Did you know that when an incarcerated woman gives birth, if they’re almost finished with their sentence, they sometimes get to keep their babies with them? This mostly happens in jails, where the sentences are shorter. It sometimes happens in prisons, but it’s rare.
In my case, I was just beginning my sentence when I gave birth to Diem, which made it to where she wasn’t allowed to stay with me in the prison. She was a preemie, and as soon as she was born, they noticed her breathing wasn’t where they wanted it to be, so they immediately whisked her away and transferred her to the NICU. They gave me an aspirin, some oversized pads, and eventually took me back to the facility with empty arms and an empty womb.
Depending on the circumstances, some mothers are allowed to pump, and their breastmilk is stored and delivered to their baby. I wasn’t one of the lucky ones. I wasn’t allowed to pump, and I wasn’t allowed anything that would help my milk dry up.
Five days after Diem was born, I was in the prison library, crying in a corner because my milk had come in, my clothes were soaking wet, and I was still emotionally devastated and physically spent.
That’s when I met Ivy.
She had been there for a while, knew all the guards well, all the rules, how far she could bend them and who would let her. She saw me crying while holding a book about postpartum depression. Then she saw my soaking wet shirt, so she took me to a bathroom and helped me clean up. She meticulously folded up paper towels into squares and handed them to me one by one while I layered them inside my bra.
“Boy or girl?” she asked.
“Girl.”
“What’d you name her?”
“Diem.”
“That’s a good name. A strong name. She healthy?”
“She was a preemie, so they took her as soon as she was born. But a nurse said she was doing well.”
Ivy winced when I said that. “They gonna let you see her?”
“No. I don’t think so.”
Ivy shook her head, and I didn’t know it then, but Ivy had a way of communicating entire conversations through all the different ways she shook her head. I’d slowly learn them over the years, but that day, I didn’t know the way she shook her head translated to, “Those bastards.”
She helped me dry my shirt, and when we got back to the library, she sat me back down and said, “Here’s what you’re gonna do. You’re gonna read every book in this library. Pretty soon you’ll start to live in the lavish worlds inside these books, rather than the bleak world inside this prison.”
I was never a big reader. I didn’t like her plan. I nodded, but she could tell I wasn’t listening to her.
She pulled a book off the shelf and handed it to me. “They took your baby from you. You won’t ever get over that. So, you decide right now, right here. Are you gonna live in your sadness or are you gonna die in it?”
That question punched me in my stomach—the stomach that no longer contained my daughter. Ivy wasn’t giving me a pep-talk. In a lot of ways, it was the opposite. She wasn’t saying I would move past what I was feeling, or that things would get easier. She was telling me this was it—the misery I felt was my new normal. I could either learn to live with it or I could let it consume me.
I swallowed and said, “I’m gonna live in it.”
Ivy smiled and squeezed my arm. “There you go, Momma.”
Ivy didn’t know it, but she saved me that day with her brutal honesty. She was right. My normal would never be the same. It hadn’t been the same since I lost you, and losing our daughter to your parents just pushed me even further from center.
The way I felt when they took her from me back then is the exact same defeated misery I feel right now.
Ledger has no idea how much his actions tonight have broken the last few pieces of me.
Ivy has no idea how much her words from almost five years ago are still somehow saving me.
Maybe that’s what I’ll name the kitten. Ivy.
Love,
Kenna
CHAPTER FOURTEEN
LEDGER
I’ve received three calls from Patrick on my drive back to the house, but I haven’t answered any of them because I’m too angry at Kenna to have a conversation about her over the phone. I was hoping the Landrys didn’t hear her beating on their door, but it’s obvious they did.
Patrick is waiting in my yard when I pull back into my driveway. He’s talking before I even get out of the truck.
“What does she want?” he asks. “Grace is a mess. Do you think she’s going to try to fight the termination? The lawyer said it would be impossible.” He’s still spitting questions at me as he follows me into the kitchen.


INSTRUCTIONS FOR THE TASK:
Among the records, which lines include "plot"? List them.

*** Opening SOURCE MATERIAL ***

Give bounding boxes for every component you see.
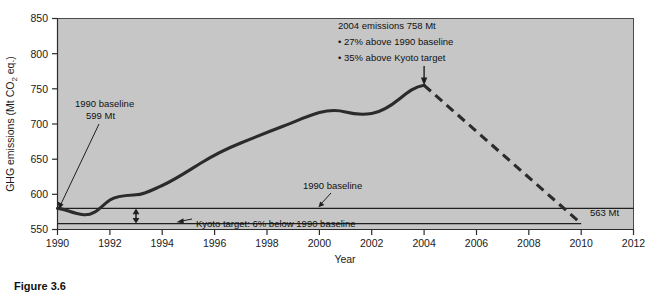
- x-tick-label-1990: 1990: [46, 237, 70, 249]
- y-tick-label-800: 800: [30, 48, 48, 60]
- x-axis: 1990 1992 1994 1996 1998 2000 2002 2004 …: [46, 230, 646, 250]
- x-tick-label-1992: 1992: [98, 237, 122, 249]
- inline-baseline-label: 1990 baseline: [303, 180, 362, 191]
- x-tick-label-2008: 2008: [517, 237, 541, 249]
- baseline-callout-line1: 1990 baseline: [75, 98, 134, 109]
- x-tick-label-2002: 2002: [360, 237, 384, 249]
- x-tick-label-2012: 2012: [622, 237, 646, 249]
- y-tick-label-600: 600: [30, 188, 48, 200]
- box-line-3: • 35% above Kyoto target: [338, 52, 446, 63]
- y-tick-label-750: 750: [30, 83, 48, 95]
- x-tick-label-2010: 2010: [570, 237, 594, 249]
- y-axis: 850 800 750 700 650 600 550: [30, 12, 57, 235]
- x-tick-label-2004: 2004: [412, 237, 436, 249]
- y-tick-label-700: 700: [30, 118, 48, 130]
- figure-caption: Figure 3.6: [14, 280, 66, 292]
- y-axis-title: GHG emissions (Mt CO2 eq.): [4, 56, 19, 192]
- x-tick-label-1994: 1994: [151, 237, 175, 249]
- box-line-2: • 27% above 1990 baseline: [338, 36, 453, 47]
- x-tick-label-1996: 1996: [203, 237, 227, 249]
- inline-kyoto-label: Kyoto target: 6% below 1990 baseline: [196, 218, 356, 229]
- figure-container: 850 800 750 700 650 600 550 GHG emission…: [0, 0, 667, 292]
- y-tick-label-650: 650: [30, 153, 48, 165]
- y-tick-label-850: 850: [30, 12, 48, 24]
- baseline-callout-line2: 599 Mt: [86, 110, 115, 121]
- plot-area-background: [58, 19, 634, 230]
- x-tick-label-2006: 2006: [465, 237, 489, 249]
- x-tick-label-2000: 2000: [308, 237, 332, 249]
- ghg-emissions-chart: 850 800 750 700 650 600 550 GHG emission…: [0, 0, 667, 292]
- x-tick-label-1998: 1998: [255, 237, 279, 249]
- annotation-inline-kyoto-target: Kyoto target: 6% below 1990 baseline: [177, 218, 356, 229]
- box-line-1: 2004 emissions 758 Mt: [338, 20, 436, 31]
- annotation-endpoint-563: 563 Mt: [590, 207, 619, 218]
- y-tick-label-550: 550: [30, 223, 48, 235]
- x-axis-title: Year: [334, 253, 356, 265]
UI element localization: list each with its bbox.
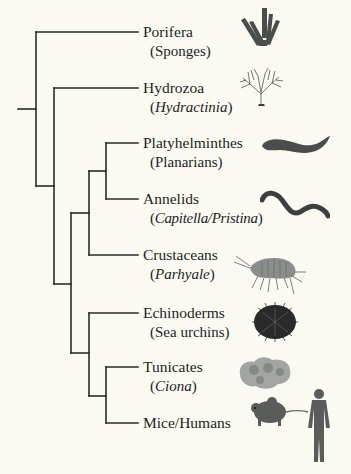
taxon-label-echinoderms: Echinoderms xyxy=(143,303,225,322)
amphipod-icon xyxy=(232,250,310,296)
common-name-annelids: (Capitella/Pristina) xyxy=(150,209,262,228)
common-name-hydrozoa: (Hydractinia) xyxy=(150,98,233,117)
taxon-label-mice-humans: Mice/Humans xyxy=(143,413,231,432)
taxon-label-platyhelminthes: Platyhelminthes xyxy=(143,133,243,152)
sea-urchin-icon xyxy=(250,300,300,344)
taxon-label-crustaceans: Crustaceans xyxy=(143,245,218,264)
common-name-echinoderms: (Sea urchins) xyxy=(150,323,230,342)
worm-icon xyxy=(260,186,330,222)
common-name-porifera: (Sponges) xyxy=(150,42,211,61)
hydroid-icon xyxy=(238,66,284,106)
sponge-icon xyxy=(236,8,284,48)
taxon-label-annelids: Annelids xyxy=(143,189,199,208)
taxon-label-tunicates: Tunicates xyxy=(143,357,203,376)
taxon-label-porifera: Porifera xyxy=(143,22,193,41)
mouse-human-icon xyxy=(248,386,338,466)
common-name-tunicates: (Ciona) xyxy=(150,377,197,396)
common-name-platyhelminthes: (Planarians) xyxy=(150,153,222,172)
taxon-label-hydrozoa: Hydrozoa xyxy=(143,78,204,97)
planarian-icon xyxy=(260,132,332,158)
common-name-crustaceans: (Parhyale) xyxy=(150,265,215,284)
tunicate-icon xyxy=(236,356,294,390)
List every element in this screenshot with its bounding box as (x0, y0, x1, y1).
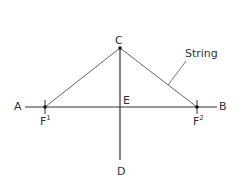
label-string: String (185, 48, 218, 59)
label-E: E (123, 95, 130, 106)
string-left (45, 48, 120, 107)
label-A: A (14, 101, 22, 112)
label-F2: F2 (193, 116, 204, 127)
label-B: B (219, 101, 227, 112)
string-leader-line (168, 61, 186, 85)
label-C: C (115, 35, 123, 46)
label-D: D (117, 166, 125, 177)
label-F1: F1 (40, 116, 51, 127)
focus-2-pin (195, 105, 199, 109)
ellipse-construction-diagram (0, 0, 240, 184)
focus-1-pin (43, 105, 47, 109)
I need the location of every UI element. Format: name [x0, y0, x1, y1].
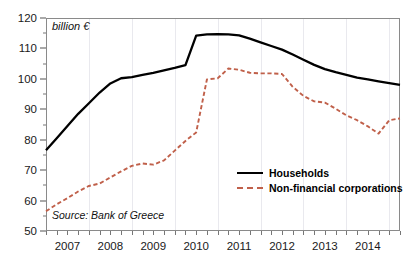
x-axis-minor-tick	[368, 231, 369, 235]
legend-item-label: Households	[269, 167, 329, 179]
x-axis: 20072008200920102011201220132014	[0, 231, 419, 264]
x-axis-minor-tick	[121, 231, 122, 235]
x-axis-minor-tick	[100, 231, 101, 235]
x-axis-tick-label: 2009	[140, 240, 166, 252]
x-axis-minor-tick	[379, 231, 380, 235]
x-axis-minor-tick	[207, 231, 208, 235]
x-axis-minor-tick	[250, 231, 251, 235]
legend-item: Households	[237, 166, 403, 180]
x-axis-minor-tick	[78, 231, 79, 235]
legend-line-swatch-icon	[237, 187, 263, 189]
x-axis-minor-tick	[239, 231, 240, 235]
y-axis-tick-label: 70	[24, 164, 37, 176]
plot-area	[46, 18, 400, 231]
x-axis-minor-tick	[89, 231, 90, 235]
chart-container: 5060708090100110120 billion € Source: Ba…	[0, 0, 419, 264]
x-axis-minor-tick	[153, 231, 154, 235]
y-axis-tick-label: 90	[24, 103, 37, 115]
x-axis-minor-tick	[175, 231, 176, 235]
x-axis-minor-tick	[132, 231, 133, 235]
gridline-vertical	[261, 19, 262, 230]
x-axis-minor-tick	[325, 231, 326, 235]
x-axis-minor-tick	[143, 231, 144, 235]
y-axis: 5060708090100110120	[0, 0, 46, 264]
gridline-vertical	[132, 19, 133, 230]
y-axis-tick-label: 80	[24, 134, 37, 146]
x-axis-minor-tick	[57, 231, 58, 235]
x-axis-minor-tick	[400, 231, 401, 235]
gridline-vertical	[218, 19, 219, 230]
x-axis-tick-label: 2014	[355, 240, 381, 252]
x-axis-minor-tick	[303, 231, 304, 235]
x-axis-minor-tick	[389, 231, 390, 235]
legend-item-label: Non-financial corporations	[269, 182, 403, 194]
x-axis-minor-tick	[346, 231, 347, 235]
x-axis-minor-tick	[293, 231, 294, 235]
x-axis-minor-tick	[218, 231, 219, 235]
x-axis-tick-label: 2010	[183, 240, 209, 252]
x-axis-minor-tick	[110, 231, 111, 235]
x-axis-minor-tick	[357, 231, 358, 235]
x-axis-minor-tick	[336, 231, 337, 235]
y-axis-tick-label: 120	[18, 12, 37, 24]
y-axis-unit-label: billion €	[52, 20, 89, 32]
gridline-vertical	[389, 19, 390, 230]
x-axis-minor-tick	[164, 231, 165, 235]
x-axis-tick-label: 2011	[227, 240, 252, 252]
y-axis-tick-label: 110	[19, 42, 37, 54]
x-axis-tick-label: 2008	[98, 240, 124, 252]
y-axis-tick-label: 60	[24, 195, 37, 207]
x-axis-minor-tick	[46, 231, 47, 235]
source-note: Source: Bank of Greece	[52, 209, 164, 221]
x-axis-minor-tick	[282, 231, 283, 235]
x-axis-tick-label: 2013	[312, 240, 338, 252]
gridline-vertical	[303, 19, 304, 230]
legend: HouseholdsNon-financial corporations	[237, 166, 403, 196]
x-axis-minor-tick	[261, 231, 262, 235]
x-axis-minor-tick	[67, 231, 68, 235]
x-axis-minor-tick	[228, 231, 229, 235]
legend-line-swatch-icon	[237, 172, 263, 174]
y-axis-tick-label: 100	[18, 73, 37, 85]
x-axis-minor-tick	[314, 231, 315, 235]
x-axis-minor-tick	[196, 231, 197, 235]
cropped-title-remnant	[0, 0, 419, 7]
x-axis-minor-tick	[185, 231, 186, 235]
gridline-vertical	[175, 19, 176, 230]
legend-item: Non-financial corporations	[237, 181, 403, 195]
gridline-vertical	[346, 19, 347, 230]
x-axis-tick-label: 2012	[269, 240, 295, 252]
x-axis-minor-tick	[271, 231, 272, 235]
gridline-vertical	[89, 19, 90, 230]
x-axis-tick-label: 2007	[55, 240, 81, 252]
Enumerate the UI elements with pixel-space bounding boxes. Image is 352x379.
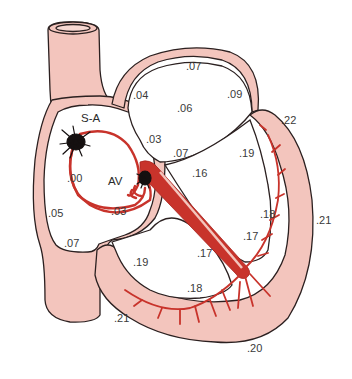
heart-conduction-diagram <box>0 0 352 379</box>
time-label-ra-bottom: .07 <box>64 238 79 249</box>
time-label-ra-lower: .03 <box>111 206 126 217</box>
time-label-septum-upper: .03 <box>146 134 161 145</box>
time-label-rv-septal: .17 <box>197 248 212 259</box>
time-label-la-center: .06 <box>177 103 192 114</box>
time-label-bundle-his: .07 <box>173 148 188 159</box>
av-node-label: AV <box>108 176 123 188</box>
time-label-la-top: .07 <box>186 61 201 72</box>
time-label-lv-endo-lower: .17 <box>243 231 258 242</box>
time-label-la-right: .09 <box>227 89 242 100</box>
time-label-lv-endo-mid: .18 <box>260 209 275 220</box>
time-label-rv-lower: .18 <box>187 283 202 294</box>
time-label-lv-base: .22 <box>281 115 296 126</box>
time-label-lv-epi: .21 <box>316 215 331 226</box>
time-label-la-left: .04 <box>133 90 148 101</box>
time-label-septum-lv: .16 <box>192 168 207 179</box>
time-label-rv-upper: .19 <box>133 257 148 268</box>
time-label-ra-center: .00 <box>67 173 82 184</box>
time-label-apex: .20 <box>247 343 262 354</box>
time-label-rv-epi: .21 <box>114 313 129 324</box>
sa-node-label: S-A <box>81 113 100 125</box>
time-label-lv-endo-upper: .19 <box>239 148 254 159</box>
time-label-ra-left: .05 <box>48 208 63 219</box>
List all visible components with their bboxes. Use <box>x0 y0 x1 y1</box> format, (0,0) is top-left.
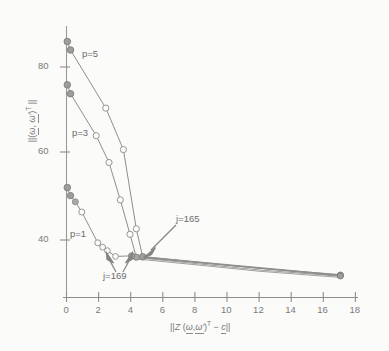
omega-prime-symbol: ω' <box>195 322 204 334</box>
omega-symbol: ω <box>186 322 193 334</box>
x-tick-label-18: 18 <box>349 305 360 315</box>
curve-label-p5: p=5 <box>82 49 98 59</box>
annotation-label-j169: j=169 <box>103 271 127 281</box>
y-title-open: ||( <box>27 135 37 143</box>
x-tick-label-4: 4 <box>128 305 133 315</box>
figure-container: 80 60 40 0 2 4 6 8 10 12 14 16 18 p=5 p=… <box>0 0 389 351</box>
y-title-comma: , <box>27 123 37 128</box>
x-tick-label-16: 16 <box>317 305 328 315</box>
x-title-paren-open: ( <box>180 322 186 332</box>
curve-label-p3: p=3 <box>72 128 88 138</box>
transpose-exponent: T <box>25 107 32 111</box>
annotation-label-j165: j=165 <box>176 214 200 224</box>
omega-symbol: ω <box>27 128 39 135</box>
x-tick-label-2: 2 <box>96 305 101 315</box>
x-title-minus: − <box>211 322 221 332</box>
x-tick-label-6: 6 <box>160 305 165 315</box>
y-axis-title: ||(ω, ω')T || <box>21 61 39 181</box>
x-tick-label-12: 12 <box>253 305 264 315</box>
series-line-p5 <box>67 42 340 276</box>
y-tick-label-80: 80 <box>38 61 49 71</box>
omega-prime-symbol: ω' <box>27 114 39 123</box>
x-tick-label-14: 14 <box>285 305 296 315</box>
x-axis-title: ||Z (ω,ω')T − c|| <box>170 321 230 332</box>
chart-plot <box>0 0 389 351</box>
x-tick-label-8: 8 <box>192 305 197 315</box>
x-title-close: || <box>226 322 231 332</box>
x-tick-label-10: 10 <box>221 305 232 315</box>
annotation-arrow-j165 <box>144 225 177 258</box>
curve-label-p1: p=1 <box>70 229 86 239</box>
x-tick-label-0: 0 <box>64 305 69 315</box>
y-title-tail: || <box>27 100 37 107</box>
y-tick-label-60: 60 <box>38 146 49 156</box>
series-markers-p5 <box>64 38 343 278</box>
y-title-close: ) <box>27 111 37 114</box>
y-tick-label-40: 40 <box>38 234 49 244</box>
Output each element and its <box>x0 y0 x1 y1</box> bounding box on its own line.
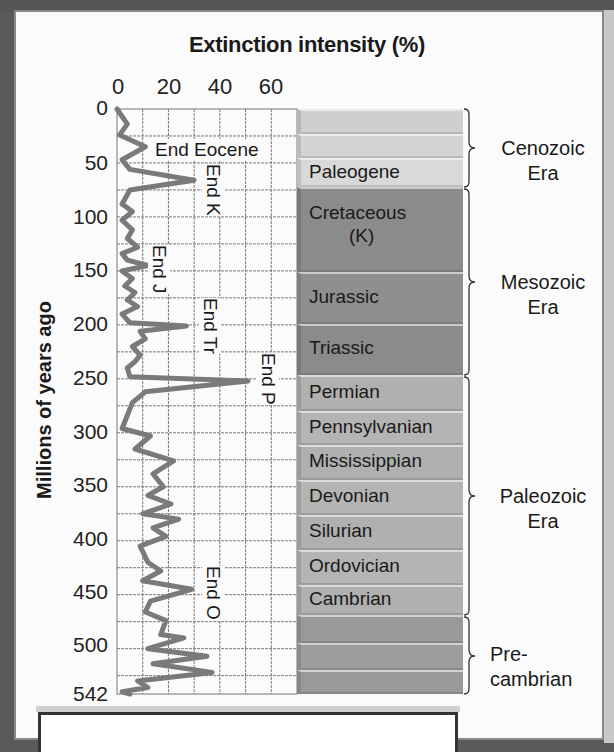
band-neogene <box>297 109 463 134</box>
band-triassic: Triassic <box>297 324 463 375</box>
band-permian: Permian <box>297 375 463 411</box>
era-label-cenozoic: Cenozoic Era <box>488 136 598 186</box>
period-label-pennsylvanian: Pennsylvanian <box>309 417 433 440</box>
period-label-jurassic: Jurassic <box>309 287 379 310</box>
brace-cenozoic-icon <box>463 108 479 188</box>
band-cretaceous: Cretaceous (K) <box>297 187 463 272</box>
era-cenozoic-line1: Cenozoic <box>488 136 598 161</box>
band-precambrian-2 <box>297 643 463 670</box>
period-label-silurian: Silurian <box>309 521 372 544</box>
label-end-k: End K <box>202 164 224 216</box>
brace-precambrian-icon <box>463 616 479 695</box>
band-precambrian-1 <box>297 615 463 643</box>
era-label-precambrian: Pre- cambrian <box>490 642 600 692</box>
band-paleogene-upper <box>297 134 463 158</box>
band-paleogene: Paleogene <box>297 158 463 187</box>
label-end-p: End P <box>257 353 279 405</box>
era-label-paleozoic: Paleozoic Era <box>488 484 598 534</box>
period-label-cretaceous-abbr: (K) <box>309 226 374 249</box>
band-precambrian-3 <box>297 670 463 694</box>
era-cenozoic-line2: Era <box>488 161 598 186</box>
band-jurassic: Jurassic <box>297 272 463 324</box>
label-end-o: End O <box>202 566 224 620</box>
era-mesozoic-line2: Era <box>488 295 598 320</box>
era-label-mesozoic: Mesozoic Era <box>488 270 598 320</box>
era-mesozoic-line1: Mesozoic <box>488 270 598 295</box>
extinction-line <box>117 109 248 694</box>
era-precambrian-line2: cambrian <box>490 667 600 692</box>
period-label-permian: Permian <box>309 382 380 405</box>
period-label-devonian: Devonian <box>309 486 389 509</box>
period-label-cambrian: Cambrian <box>309 589 391 612</box>
period-label-triassic: Triassic <box>309 338 374 361</box>
brace-mesozoic-icon <box>463 188 479 376</box>
label-end-j: End J <box>148 245 170 294</box>
period-label-ordovician: Ordovician <box>309 556 400 579</box>
period-label-mississippian: Mississippian <box>309 451 422 474</box>
era-paleozoic-line2: Era <box>488 509 598 534</box>
band-silurian: Silurian <box>297 515 463 550</box>
era-precambrian-line1: Pre- <box>490 642 600 667</box>
band-cambrian: Cambrian <box>297 585 463 615</box>
brace-paleozoic-icon <box>463 376 479 616</box>
label-end-eocene: End Eocene <box>153 139 261 161</box>
caption-box <box>38 712 458 752</box>
band-pennsylvanian: Pennsylvanian <box>297 411 463 445</box>
period-label-cretaceous: Cretaceous <box>309 203 406 226</box>
era-paleozoic-line1: Paleozoic <box>488 484 598 509</box>
band-mississippian: Mississippian <box>297 445 463 480</box>
band-ordovician: Ordovician <box>297 550 463 585</box>
band-devonian: Devonian <box>297 480 463 515</box>
label-end-tr: End Tr <box>199 298 221 354</box>
period-label-paleogene: Paleogene <box>309 162 400 185</box>
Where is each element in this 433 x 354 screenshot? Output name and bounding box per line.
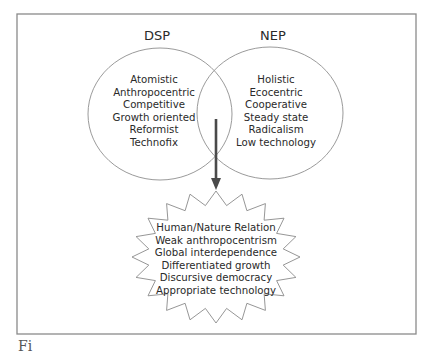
dsp-item: Technofix: [129, 137, 178, 148]
result-item: Differentiated growth: [161, 260, 270, 271]
result-item: Human/Nature Relation: [156, 222, 275, 233]
dsp-title: DSP: [144, 28, 170, 43]
nep-item: Holistic: [257, 74, 294, 85]
dsp-item: Competitive: [123, 99, 185, 110]
result-item: Global interdependence: [155, 247, 277, 258]
nep-item: Radicalism: [248, 124, 303, 135]
nep-item: Steady state: [244, 112, 309, 123]
nep-item: Cooperative: [245, 99, 307, 110]
dsp-item: Atomistic: [130, 74, 178, 85]
dsp-item: Anthropocentric: [113, 87, 195, 98]
nep-item: Ecocentric: [249, 87, 302, 98]
result-item: Appropriate technology: [156, 285, 276, 296]
dsp-item: Reformist: [130, 124, 179, 135]
nep-item: Low technology: [236, 137, 316, 148]
figure-caption: Fi: [18, 338, 32, 354]
result-item: Weak anthropocentrism: [155, 235, 277, 246]
result-item: Discursive democracy: [160, 272, 272, 283]
dsp-item: Growth oriented: [113, 112, 196, 123]
nep-title: NEP: [260, 28, 286, 43]
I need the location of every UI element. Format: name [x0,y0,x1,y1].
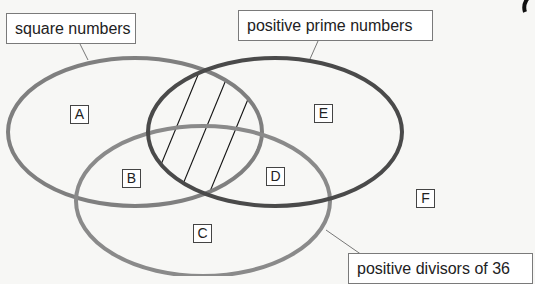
region-a-label: A [70,105,89,124]
divisors-of-36-label: positive divisors of 36 [348,253,533,284]
square-leader-line [80,44,88,60]
prime-numbers-label: positive prime numbers [238,10,433,41]
divisors-of-36-set [76,126,330,276]
region-d-label: D [266,167,285,186]
divisors-leader-line [326,230,362,255]
prime-leader-line [310,41,318,59]
region-e-label: E [314,104,333,123]
region-c-label: C [193,224,212,243]
region-f-label: F [416,189,435,208]
hatched-region [100,70,320,240]
corner-mark-icon [524,0,535,12]
region-b-label: B [122,169,141,188]
square-numbers-label: square numbers [6,13,136,44]
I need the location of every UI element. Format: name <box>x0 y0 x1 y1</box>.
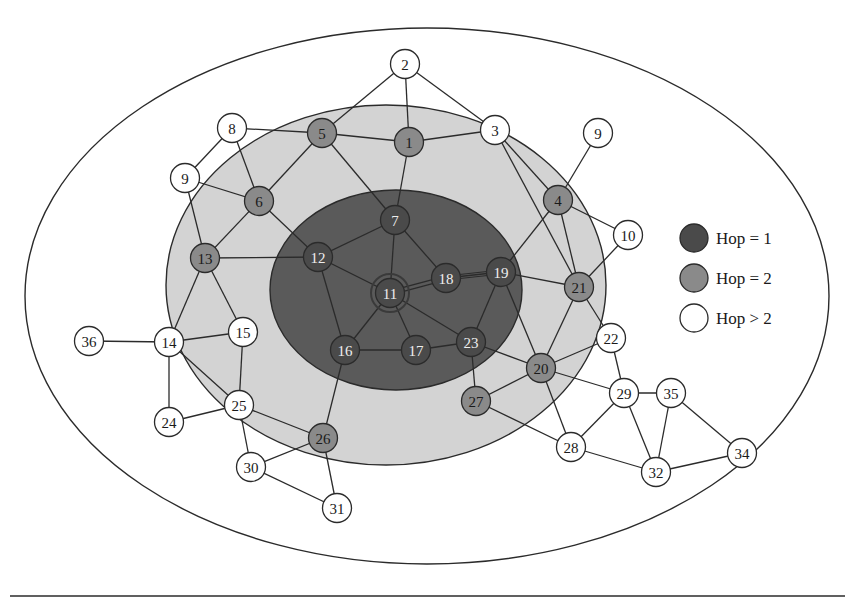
node-17: 17 <box>402 336 431 365</box>
node-1: 1 <box>395 128 424 157</box>
node-label: 15 <box>236 325 251 341</box>
node-label: 22 <box>604 331 619 347</box>
node-32: 32 <box>642 458 671 487</box>
node-9: 9 <box>171 164 200 193</box>
legend: Hop = 1Hop = 2Hop > 2 <box>680 224 772 332</box>
node-label: 24 <box>162 415 178 431</box>
node-label: 12 <box>311 250 326 266</box>
node-23: 23 <box>457 328 486 357</box>
node-35: 35 <box>657 379 686 408</box>
node-28: 28 <box>557 433 586 462</box>
hop-network-diagram: 1234567899101112131415161718192021222324… <box>0 0 850 601</box>
node-label: 9 <box>594 126 602 142</box>
node-label: 35 <box>664 386 679 402</box>
node-label: 32 <box>649 465 664 481</box>
hop-regions <box>25 28 829 564</box>
node-16: 16 <box>331 336 360 365</box>
node-label: 28 <box>564 440 579 456</box>
node-6: 6 <box>245 187 274 216</box>
node-label: 19 <box>494 265 509 281</box>
node-label: 3 <box>491 123 499 139</box>
node-2: 2 <box>391 50 420 79</box>
node-22: 22 <box>597 324 626 353</box>
node-36: 36 <box>75 327 104 356</box>
node-34: 34 <box>728 439 757 468</box>
node-label: 6 <box>255 194 263 210</box>
legend-swatch <box>680 264 708 292</box>
node-label: 5 <box>318 126 326 142</box>
node-3: 3 <box>481 116 510 145</box>
node-27: 27 <box>462 387 491 416</box>
legend-label: Hop = 2 <box>716 269 772 288</box>
node-29: 29 <box>610 379 639 408</box>
node-label: 25 <box>232 398 247 414</box>
node-label: 29 <box>617 386 632 402</box>
node-24: 24 <box>155 408 184 437</box>
node-label: 36 <box>82 334 98 350</box>
legend-label: Hop > 2 <box>716 309 772 328</box>
node-4: 4 <box>544 186 573 215</box>
node-label: 7 <box>391 213 399 229</box>
node-label: 27 <box>469 394 485 410</box>
node-label: 8 <box>228 121 236 137</box>
node-11: 11 <box>371 274 409 312</box>
node-8: 8 <box>218 114 247 143</box>
node-label: 1 <box>405 135 413 151</box>
node-label: 20 <box>534 361 549 377</box>
node-26: 26 <box>309 424 338 453</box>
node-18: 18 <box>432 264 461 293</box>
legend-swatch <box>680 304 708 332</box>
node-label: 21 <box>572 280 587 296</box>
node-label: 31 <box>330 501 345 517</box>
node-label: 26 <box>316 431 332 447</box>
node-21: 21 <box>565 273 594 302</box>
node-31: 31 <box>323 494 352 523</box>
node-label: 10 <box>621 228 636 244</box>
node-25: 25 <box>225 391 254 420</box>
node-5: 5 <box>308 119 337 148</box>
node-label: 14 <box>162 335 178 351</box>
node-label: 16 <box>338 343 354 359</box>
node-10: 10 <box>614 221 643 250</box>
node-15: 15 <box>229 318 258 347</box>
node-12: 12 <box>304 243 333 272</box>
node-9: 9 <box>584 119 613 148</box>
node-14: 14 <box>155 328 184 357</box>
node-label: 13 <box>198 251 213 267</box>
node-20: 20 <box>527 354 556 383</box>
node-label: 17 <box>409 343 425 359</box>
legend-swatch <box>680 224 708 252</box>
node-7: 7 <box>381 206 410 235</box>
node-13: 13 <box>191 244 220 273</box>
node-label: 30 <box>244 460 259 476</box>
node-label: 34 <box>735 446 751 462</box>
node-19: 19 <box>487 258 516 287</box>
node-label: 9 <box>181 171 189 187</box>
node-label: 11 <box>383 286 397 302</box>
node-label: 18 <box>439 271 454 287</box>
node-label: 2 <box>401 57 409 73</box>
node-label: 23 <box>464 335 479 351</box>
node-30: 30 <box>237 453 266 482</box>
legend-label: Hop = 1 <box>716 229 772 248</box>
node-label: 4 <box>554 193 562 209</box>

*** Closing SOURCE MATERIAL ***

ANSWER TO THIS EXERCISE:
- plot-area-background: [58, 19, 634, 230]
plot-area	[46, 18, 400, 231]
chart-plot <box>0 0 389 351</box>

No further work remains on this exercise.